Within a short time of His birth He became a refugee, and only returned home once it was safe to do so. Home was an insignificant village of probably fewer than five hundred residents, which had no trade routes and was of no economic importance; poverty was a way of life for its inhabitants. Jesus grew into an adult who had 'nowhere to lay His head' and so little money that He had to trust God for a miracle when His tax was due. A very different world from the one we inhabit. Or is it?

Contact a Family has published the 2014 results of its annual 'Counting the Costs' survey, which aims to build an accurate picture of the economic circumstances of families in the UK with disabled children. Of the people who completed the survey, twenty-five percent have more than one disabled child and half say they or their partner have a disability or health condition. Twenty-eight percent are lone parents, and sixty-six percent of the households have someone in paid employment.

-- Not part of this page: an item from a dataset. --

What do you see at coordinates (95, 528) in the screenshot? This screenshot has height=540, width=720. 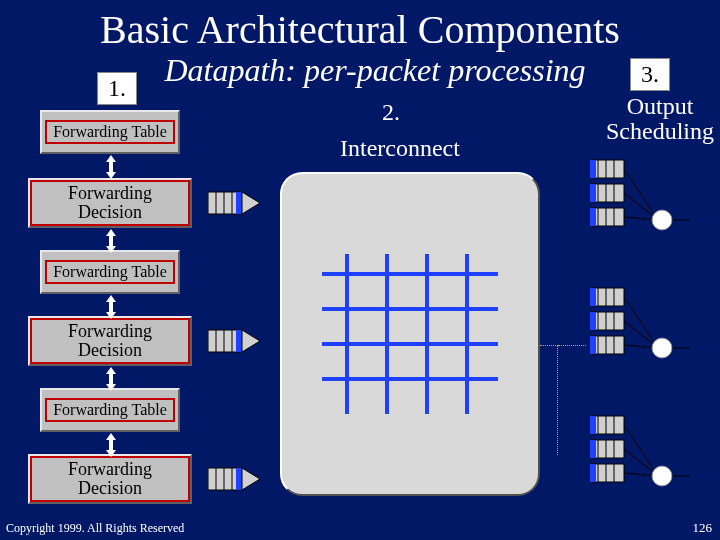 I see `copyright-footer: Copyright 1999. All Rights Reserved` at bounding box center [95, 528].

The survey, conducted every other year, showed that since 2012, the number of respondents going without food has almost doubled to thirty-one percent. The number going without heating has increased from twenty-one and a half percent to thirty-three percent. Of these, twenty-two percent say their child’s health has worsened as a result of going without essentials and forty-nine percent say their own health has suffered. Marriages and relationships have foundered as a result. “Going without everyday essentials” means different things for different families; most had no days out or leisure time; many had cut back on purchasing clothes and car fuel. A very significant number (more than a third) could not afford specialist equipment, therapies and hospital visits.

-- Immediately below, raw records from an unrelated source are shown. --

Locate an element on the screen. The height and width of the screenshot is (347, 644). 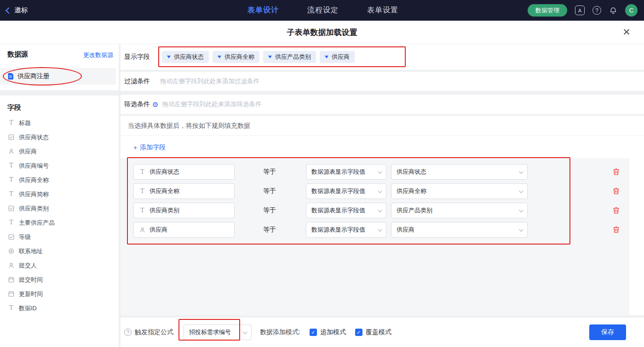
overwrite-mode-checkbox: 覆盖模式 is located at coordinates (374, 332).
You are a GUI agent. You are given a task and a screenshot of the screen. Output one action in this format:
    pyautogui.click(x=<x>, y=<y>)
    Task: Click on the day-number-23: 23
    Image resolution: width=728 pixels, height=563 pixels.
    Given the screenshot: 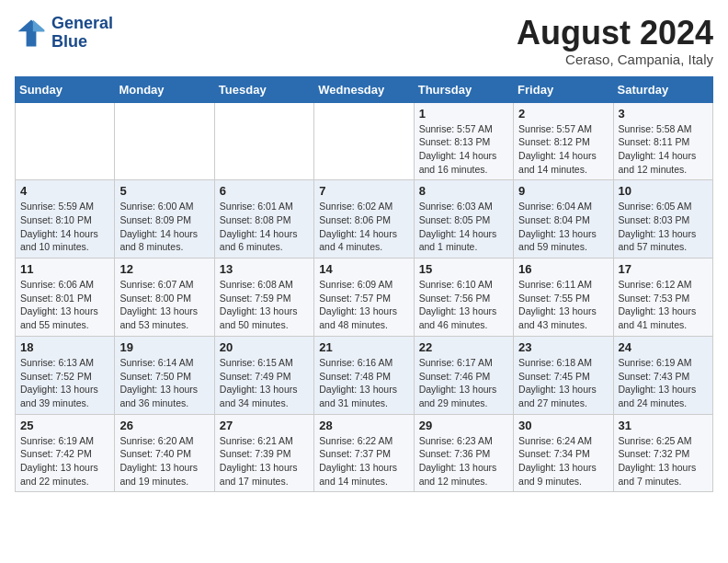 What is the action you would take?
    pyautogui.click(x=563, y=348)
    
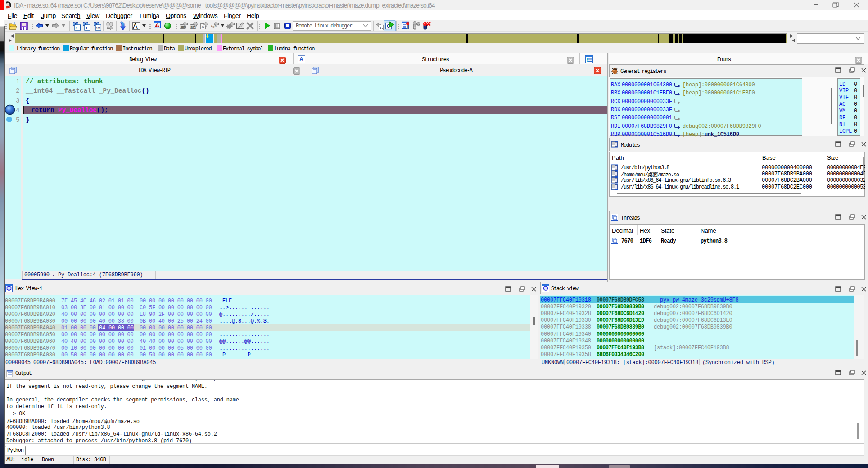 Image resolution: width=868 pixels, height=468 pixels. Describe the element at coordinates (9, 7) in the screenshot. I see `svg-text: 64` at that location.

Sixty-five percent say that in the past twelve months they have fallen behind on energy and utility bills; thirty-six percent have taken a loan, most of them to pay for food and heating. Fifty-one percent have had threats of court action for non-payment of bills, mainly for council tax and energy bills. Unsurprisingly, ninety-three percent report anxiety and stress.

More than twenty-five percent of those surveyed reported that they incur an average of £300 of extra costs directly as a result of their child’s disability. These costs are for things like special clothes or equipment, adapted transport, and more frequent laundry and replacement of items. Eighty-eight percent have caring responsibilities that prevent them working as many hours as they want, and almost three-quarters are cutting back on work or giving up on careers because of the difficulty of finding specialist care for their disabled child. A third are worse off as a direct result of benefit changes, nearly half of them by £30 a week.

Right at the outset of His ministry, the child who had grown up in poverty stated that He had come to preach good news to the poor. He supported His words with actions, seeking out the poorest and most marginalised members of society to show them God’s love and power. He specified that poor people, as well as disabled people, were to be given pride of place at the banquets of the wealthy. In the parable of the sheep and the goats He was very specific about the way in which His followers should care for the poorest and most disadvantaged people around them.

The apostles took up His call – Paul connected giving to the poor with the example of Christ: “But just as you abound in everything, in faith and utterance and knowledge and in all earnestness and in the love we inspired in you, see that you abound in this gracious work also… For you know the grace of our Lord Jesus Christ, that though He was rich, yet for your sake He became poor, so that you through His poverty might become rich.” (2 Corinthians 8. 7-9)

James declared that religion was worthless unless it included generosity towards those who were lacking life’s essentials: “Pure and undefiled religion in the sight of our God and Father is this: to visit orphans and widows in their distress, and to keep oneself unstained by the world.” (James 1.27).

This Christmas, as we worship the one who was born into poverty, lived among poor people and challenged us to care for those around us who lack the means to meet their own needs, let us be aware of those who are raising disabled children in hardship and want, and ask God to show us what we can do to help.